It’s a twelve minute walk from my flat to the tube station.

 

It’s a twelve minute walk from my flat to the tube station.  I make this journey about 12 times a week, so over two hours of my week is spent walking up and down the very same patch of road.  Over a year into my blog, it has been remiss of me not to mention some of the things that happen.

The first half of the walk is quite pretty.  It’s a hill, but not too steep, and there are the quantities of trees on either side to make it feel pleasant.  The second has pavements divided equally between paving slabs and cobbled stones, to stop I assume, cars tearing up onto the pavements.  It is one of those types of streets. 

If you are trying to overtake the meandering locals on your way to the station, which I generally am having left on average six minutes later than I meant to, even in trainers, its like walking on piles of books in your bare feet.

There’s a little bakery next to the station and I have never brought anything in there.  But sometimes, as I come out of the station, I get the feeling for something sticky and homemade and this week I went in for the second time.

It has the usual assortment of large creamy cakes and bagels and cholla bread and after a while the sound of my salivating distracted the man from licking his fingers and he came over. 

I’ll add briefly that in my old flat (four minutes to the station) there was the best Jewish bakery that sold mini danishes  – almond, little pineapple things and a cream cheese with another nut sprinkled on top.  It was always the highlight of my week to leave with a little plastic box filled with the pastries so that they were squashed against the top. 

The first time that I went in was to ask whether they sold these.  They did not.

On the spot I opted for a danish ring thing that had clingfilm on top, and although I couldn’t be sure the finger licker hadn’t prepared it, it looked worth the chance.  The exchange went something like this:

Me – How much?
Him – Um (much thinking, I assumed wondering how much he could overcharge me) £3.
Me – I’ll take it. (I offered him £20)
Him – Do you have anything smaller?
Me – (I am hypnotised thinking about what could be on his fingers that are making them so irresistible) No, but I’m going to the corner shop so I could change it there?
Him – Yes, would you.

I went to the corner shop and brought some milk, a pack of cigarettes and at the last minute a bag of haribo and have been sneaking past ever since.

It rained pretty hard this week and when it does this hill of mine tends to fill up with puddles of water with inevitable consequences for the pedestrian vs sadistic motorer. 

On these days, I see a woman with a grey and dark purple golf umbrella.  It’s enormous, I literally can’t see her waist.  It’s as if she’s taking it for a walk.

They’re pulling down one of the blocks of flats at the side of the road.  There’s a crane or digger, and I can’t think of any other way to put it, it just sits there and tears away at the walls.  Inside are intact door and window frames, wall paper, and in one room, a charred rectangle on the wall, where I imagine the old gas heater used to be.  Every time I walk past, I keep on thinking I must bring my camera next time. 

By the time I took this the digger was sitting on the entire block, made up of bricks and dust, as if it had won, if I were to personify the digger further.  I had forgotten my camera again but I took this with my phone.

  

And reader, sorry I erased your comment by accident so I didn’t get a chance to read the article, so definately send it again if you would like.   I’m gutted but everything is a cliche and I try to avoid writing too many in one month.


Nothing but an exact copy of the records is expected here.
+++ DATA TO EXAMINE
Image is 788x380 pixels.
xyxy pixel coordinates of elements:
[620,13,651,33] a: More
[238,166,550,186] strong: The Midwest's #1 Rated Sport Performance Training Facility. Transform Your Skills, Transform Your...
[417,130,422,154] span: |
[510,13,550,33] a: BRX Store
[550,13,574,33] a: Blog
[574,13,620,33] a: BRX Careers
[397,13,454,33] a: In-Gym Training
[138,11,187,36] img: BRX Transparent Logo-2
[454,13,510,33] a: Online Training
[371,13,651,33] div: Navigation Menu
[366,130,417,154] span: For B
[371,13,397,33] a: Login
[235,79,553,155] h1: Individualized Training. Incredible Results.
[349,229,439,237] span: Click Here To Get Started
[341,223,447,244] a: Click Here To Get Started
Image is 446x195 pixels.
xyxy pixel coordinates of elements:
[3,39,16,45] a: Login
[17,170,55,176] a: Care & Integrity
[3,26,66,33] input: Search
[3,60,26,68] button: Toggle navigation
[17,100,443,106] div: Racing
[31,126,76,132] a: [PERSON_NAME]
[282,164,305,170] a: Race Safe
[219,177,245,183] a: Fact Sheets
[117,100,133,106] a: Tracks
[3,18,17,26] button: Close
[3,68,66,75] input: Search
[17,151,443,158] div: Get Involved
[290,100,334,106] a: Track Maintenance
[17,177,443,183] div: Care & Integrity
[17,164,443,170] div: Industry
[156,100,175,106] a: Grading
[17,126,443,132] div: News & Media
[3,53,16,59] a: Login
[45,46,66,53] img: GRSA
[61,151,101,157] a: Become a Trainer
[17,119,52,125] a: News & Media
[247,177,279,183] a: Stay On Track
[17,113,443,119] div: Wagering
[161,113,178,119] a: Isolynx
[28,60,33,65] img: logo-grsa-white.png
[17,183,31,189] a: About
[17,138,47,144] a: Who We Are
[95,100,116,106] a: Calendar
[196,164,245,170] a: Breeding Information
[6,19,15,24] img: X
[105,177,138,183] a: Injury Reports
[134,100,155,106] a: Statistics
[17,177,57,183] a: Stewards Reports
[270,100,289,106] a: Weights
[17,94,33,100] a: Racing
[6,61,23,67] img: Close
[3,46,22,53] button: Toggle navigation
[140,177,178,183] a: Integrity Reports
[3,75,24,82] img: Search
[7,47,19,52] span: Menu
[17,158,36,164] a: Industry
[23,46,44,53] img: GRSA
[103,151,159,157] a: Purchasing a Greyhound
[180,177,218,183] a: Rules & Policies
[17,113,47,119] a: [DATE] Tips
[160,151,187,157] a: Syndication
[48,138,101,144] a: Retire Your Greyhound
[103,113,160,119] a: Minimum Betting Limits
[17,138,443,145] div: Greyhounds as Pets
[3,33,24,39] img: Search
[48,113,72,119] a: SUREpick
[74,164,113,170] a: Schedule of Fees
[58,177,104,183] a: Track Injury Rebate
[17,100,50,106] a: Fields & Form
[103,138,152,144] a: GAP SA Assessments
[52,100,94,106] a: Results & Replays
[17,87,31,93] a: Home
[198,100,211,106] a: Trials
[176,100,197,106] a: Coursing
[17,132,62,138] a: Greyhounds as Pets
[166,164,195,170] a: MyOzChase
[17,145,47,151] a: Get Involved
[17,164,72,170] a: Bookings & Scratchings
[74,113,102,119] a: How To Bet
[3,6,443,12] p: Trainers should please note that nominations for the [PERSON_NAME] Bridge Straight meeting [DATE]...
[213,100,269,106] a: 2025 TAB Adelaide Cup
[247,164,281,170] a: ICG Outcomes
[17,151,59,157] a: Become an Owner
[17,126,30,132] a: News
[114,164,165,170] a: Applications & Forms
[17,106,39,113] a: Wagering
++++++
* **SOLUTION TO THE EXERCISE**:
Image is 788x380 pixels.
xyxy pixel coordinates of elements:
[620,13,651,33] a: More
[238,166,550,186] strong: The Midwest's #1 Rated Sport Performance Training Facility. Transform Your Skills, Transform Your...
[417,130,422,154] span: |
[510,13,550,33] a: BRX Store
[550,13,574,33] a: Blog
[574,13,620,33] a: BRX Careers
[397,13,454,33] a: In-Gym Training
[138,11,187,36] img: BRX Transparent Logo-2
[454,13,510,33] a: Online Training
[371,13,651,33] div: Navigation Menu
[366,130,417,154] span: For B
[371,13,397,33] a: Login
[235,79,553,155] h1: Individualized Training. Incredible Results.
[349,229,439,237] span: Click Here To Get Started
[341,223,447,244] a: Click Here To Get Started
Image is 446x195 pixels.
xyxy pixel coordinates of elements:
[3,39,16,45] a: Login
[17,170,55,176] a: Care & Integrity
[3,26,66,33] input: Search
[3,60,26,68] button: Toggle navigation
[17,100,443,106] div: Racing
[31,126,76,132] a: [PERSON_NAME]
[282,164,305,170] a: Race Safe
[219,177,245,183] a: Fact Sheets
[117,100,133,106] a: Tracks
[3,18,17,26] button: Close
[3,68,66,75] input: Search
[17,151,443,158] div: Get Involved
[290,100,334,106] a: Track Maintenance
[17,177,443,183] div: Care & Integrity
[17,164,443,170] div: Industry
[156,100,175,106] a: Grading
[17,126,443,132] div: News & Media
[3,53,16,59] a: Login
[45,46,66,53] img: GRSA
[61,151,101,157] a: Become a Trainer
[17,119,52,125] a: News & Media
[247,177,279,183] a: Stay On Track
[17,113,443,119] div: Wagering
[161,113,178,119] a: Isolynx
[28,60,33,65] img: logo-grsa-white.png
[17,183,31,189] a: About
[17,138,47,144] a: Who We Are
[95,100,116,106] a: Calendar
[196,164,245,170] a: Breeding Information
[6,19,15,24] img: X
[105,177,138,183] a: Injury Reports
[134,100,155,106] a: Statistics
[17,177,57,183] a: Stewards Reports
[270,100,289,106] a: Weights
[17,94,33,100] a: Racing
[6,61,23,67] img: Close
[3,46,22,53] button: Toggle navigation
[140,177,178,183] a: Integrity Reports
[3,75,24,82] img: Search
[7,47,19,52] span: Menu
[17,158,36,164] a: Industry
[23,46,44,53] img: GRSA
[103,151,159,157] a: Purchasing a Greyhound
[180,177,218,183] a: Rules & Policies
[17,113,47,119] a: [DATE] Tips
[160,151,187,157] a: Syndication
[48,138,101,144] a: Retire Your Greyhound
[103,113,160,119] a: Minimum Betting Limits
[17,138,443,145] div: Greyhounds as Pets
[3,33,24,39] img: Search
[48,113,72,119] a: SUREpick
[74,164,113,170] a: Schedule of Fees
[58,177,104,183] a: Track Injury Rebate
[17,100,50,106] a: Fields & Form
[103,138,152,144] a: GAP SA Assessments
[52,100,94,106] a: Results & Replays
[17,87,31,93] a: Home
[198,100,211,106] a: Trials
[176,100,197,106] a: Coursing
[17,132,62,138] a: Greyhounds as Pets
[166,164,195,170] a: MyOzChase
[17,145,47,151] a: Get Involved
[17,164,72,170] a: Bookings & Scratchings
[74,113,102,119] a: How To Bet
[3,6,443,12] p: Trainers should please note that nominations for the [PERSON_NAME] Bridge Straight meeting [DATE]...
[213,100,269,106] a: 2025 TAB Adelaide Cup
[247,164,281,170] a: ICG Outcomes
[17,151,59,157] a: Become an Owner
[17,126,30,132] a: News
[114,164,165,170] a: Applications & Forms
[17,106,39,113] a: Wagering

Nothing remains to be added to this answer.